[GOAL] Re: Interview with Harvard's Stuart Shieber

Richard Poynder ricky at richardpoynder.co.uk
Fri Dec 14 10:04:35 GMT 2012


For sure, there is no easy solution. But should the research community give
up because the task seems difficult? 

Moreover, this need not be about forming commissions of eminent researchers.
There has been some discussion of the issues and challenges here:
http://svpow.com/2012/12/06/crowdsourcing-a-database-of-predatory-oa-journal
s/. Note that the proposal is to use a crowd-sourced solution, not a
top-down organisation. In this scenario the role of any organisation would
perhaps simply be to provide whatever funding was needed to create and
manage the necessary platform, and to give the initiative some legitimacy. 

You will see that a number of people have proposed that the task should come
under the aegis of DOAJ. 

And bear in mind that doing nothing leaves the status quo in place, which is
a situation in which a lone librarian decides for the entire research
community what journals are good, and what journals are bad. Is that really
satisfactory?

Richard


-----Original Message-----
From: goal-bounces at eprints.org [mailto:goal-bounces at eprints.org] On Behalf
Of Hans Pfeiffenberger
Sent: 14 December 2012 09:25
To: Global Open Access List (Successor of AmSci)
Subject: [GOAL] Re: Interview with Harvard's Stuart Shieber


Am 13.12.12 14:09, schrieb Richard Poynder:
> "Another way would be for DOAJ to start excluding journals but that 
> could become very complicated and resource demanding."
>
> This is no doubt true, but isn't it time that some organisation took 
> responsibility for doing this difficult work?

at first sight, one is certainly tempted to say: Yes!

But which organization? There have been (understandable) advances of funders
trying to nail down which journals' APCs are worth funding.
However, to me it is a horrible thought of commissions being instituted to
decide which journal is a worthy addition to the publishing landscape -
considering, as it was proposed, aims&scope, composition of editorial board,
method(s) of peer review (open, post publication, ...), ..., business model.

Clearly, such commissions would be formed of eminent, well established etc.
researchers. Who would most probably be more sceptical of innovation than,
say, a publisher. Instead of an abstract argument in support of this
conjecture I wish to express thanks to Arne Richter of Copernicus
Publications for believing in the future of a journal for data publication
in Earth System Science and now Martin Rasmussen for continued support! I
would never had gotten as much support as fast with zero overhead of
bureaucracy from any funder (or other organization)!

The main policy arguments against *organizations* is that they would
conglomerate or even monopolize influence as compared to a (pre-big deal,
pre-Internet) situation where the success of a journal was determined by
independent subscription decisions of thousands of departments and library
commissions at universities etc.

We simply have to find a better solution than an(!) "organization". In this
context, I am also frightened by PMR's advocacy of "regulation". 
Peter, do you really think that expanded (and ever-expanding) regulation is
to the advantage of *research*? Even if we agree on predators being around -
OA as well as non-OA publishers! - we should not endanger the freedom and
innovative power of science just for the sake of battling those.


Assigned task:
Could you reproduce the entries exactly, omitting every picture?

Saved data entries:
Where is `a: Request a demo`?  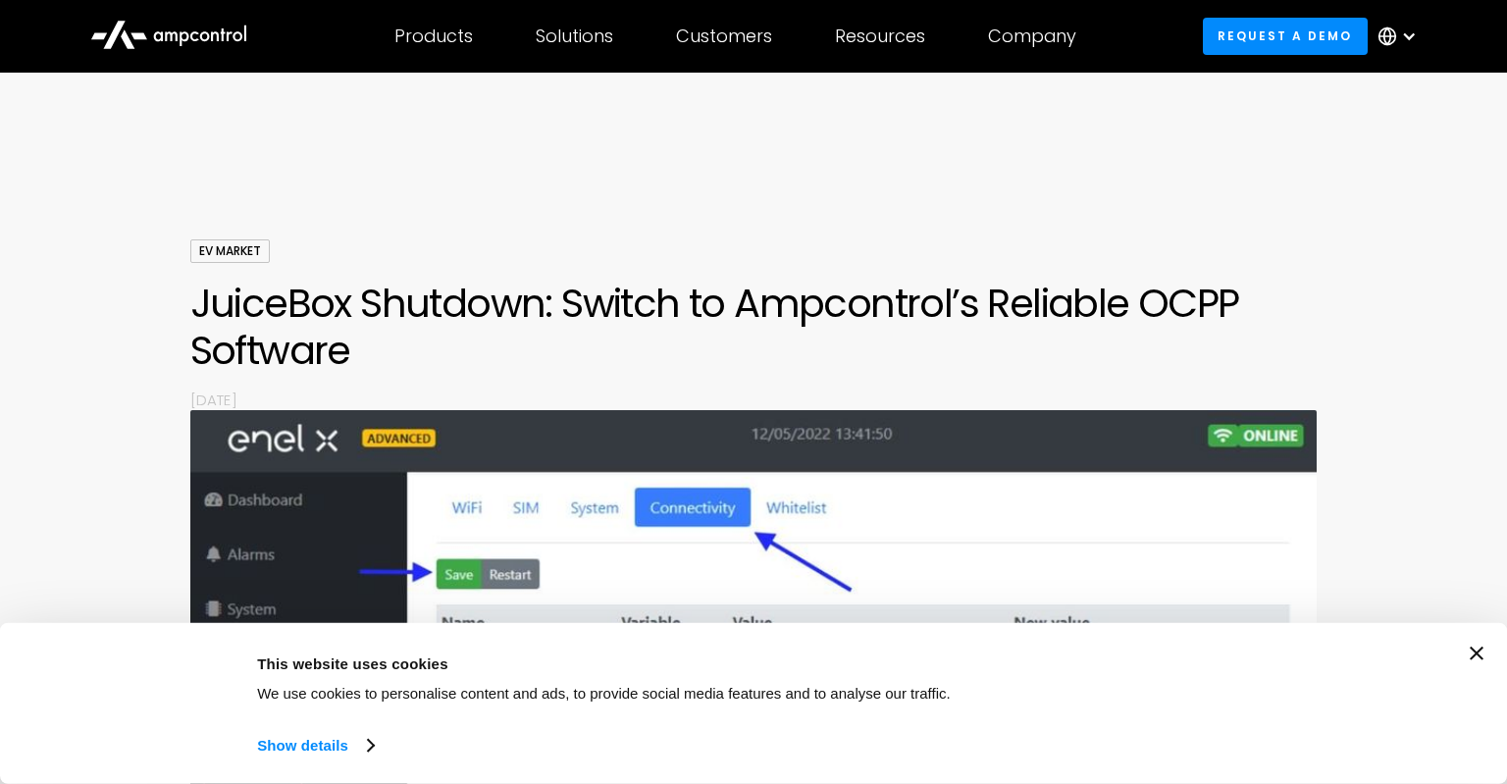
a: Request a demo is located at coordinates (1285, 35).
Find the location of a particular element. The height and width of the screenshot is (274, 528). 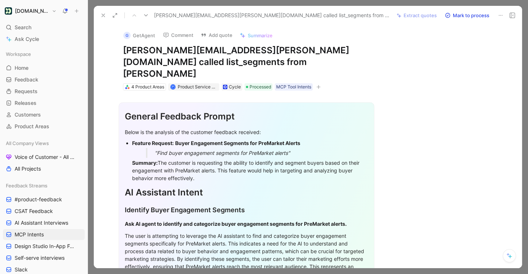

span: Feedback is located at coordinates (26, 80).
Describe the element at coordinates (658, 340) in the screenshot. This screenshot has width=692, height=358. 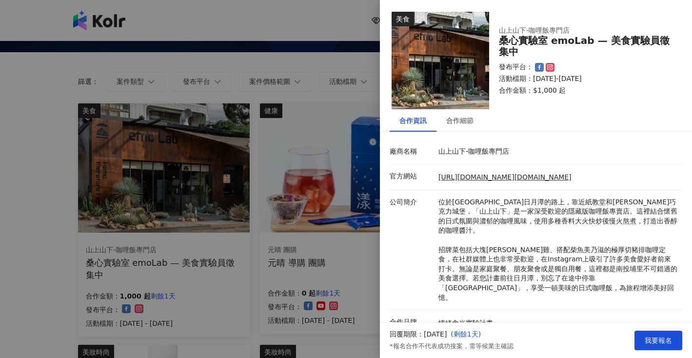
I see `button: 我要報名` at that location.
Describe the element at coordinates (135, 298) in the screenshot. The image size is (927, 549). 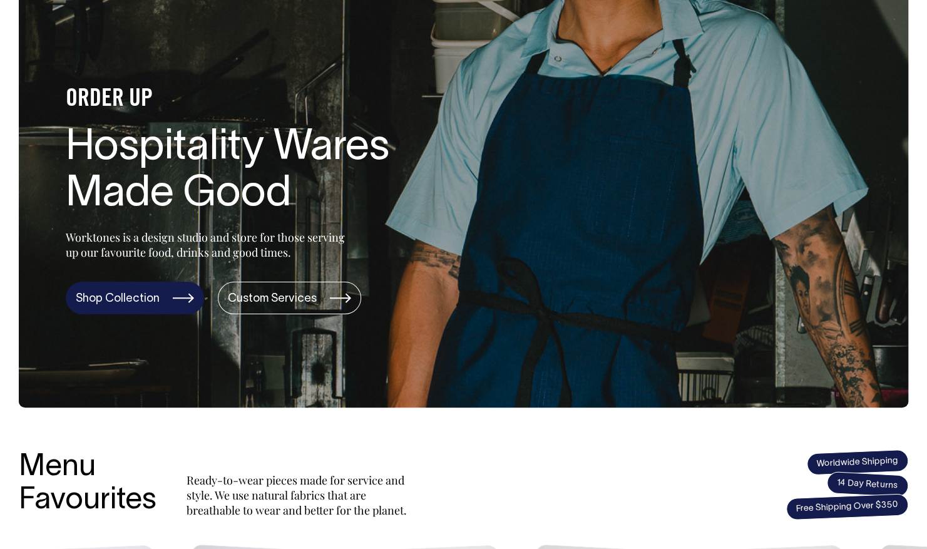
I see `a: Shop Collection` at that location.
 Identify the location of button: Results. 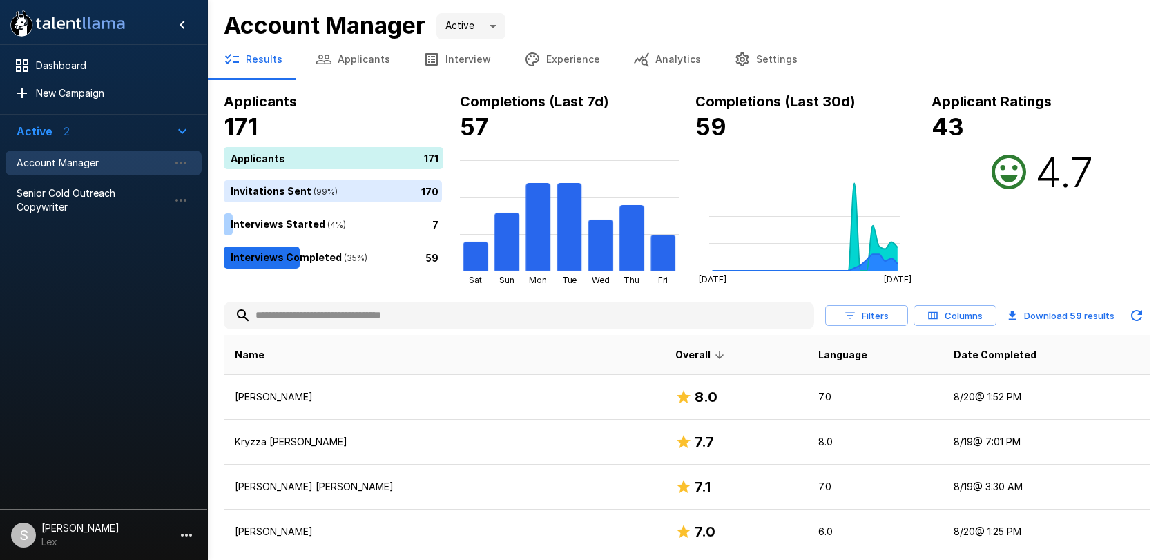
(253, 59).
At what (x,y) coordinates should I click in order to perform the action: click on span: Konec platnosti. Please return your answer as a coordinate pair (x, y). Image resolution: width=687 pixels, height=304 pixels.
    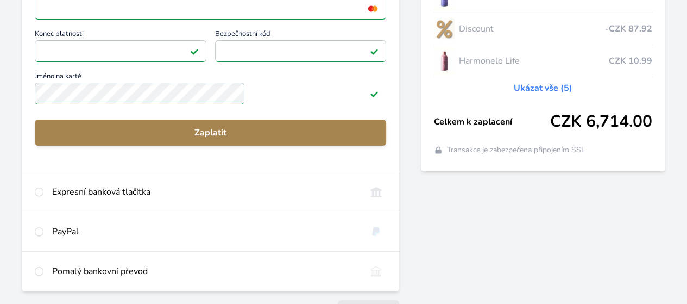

Output for this exercise:
Where is `a: Request a demo`?  
a: Request a demo is located at coordinates (1285, 35).
Find the location of a particular element. The height and width of the screenshot is (274, 528). 

span: Feedback is located at coordinates (26, 80).
Describe the element at coordinates (658, 340) in the screenshot. This screenshot has width=692, height=358. 
I see `button: 我要報名` at that location.
Describe the element at coordinates (135, 298) in the screenshot. The image size is (927, 549). 
I see `a: Shop Collection` at that location.
 Identify the location of button: Results. 
(253, 59).
At what (x,y) coordinates should I click in order to perform the action: click on span: Konec platnosti. Please return your answer as a coordinate pair (x, y). Image resolution: width=687 pixels, height=304 pixels.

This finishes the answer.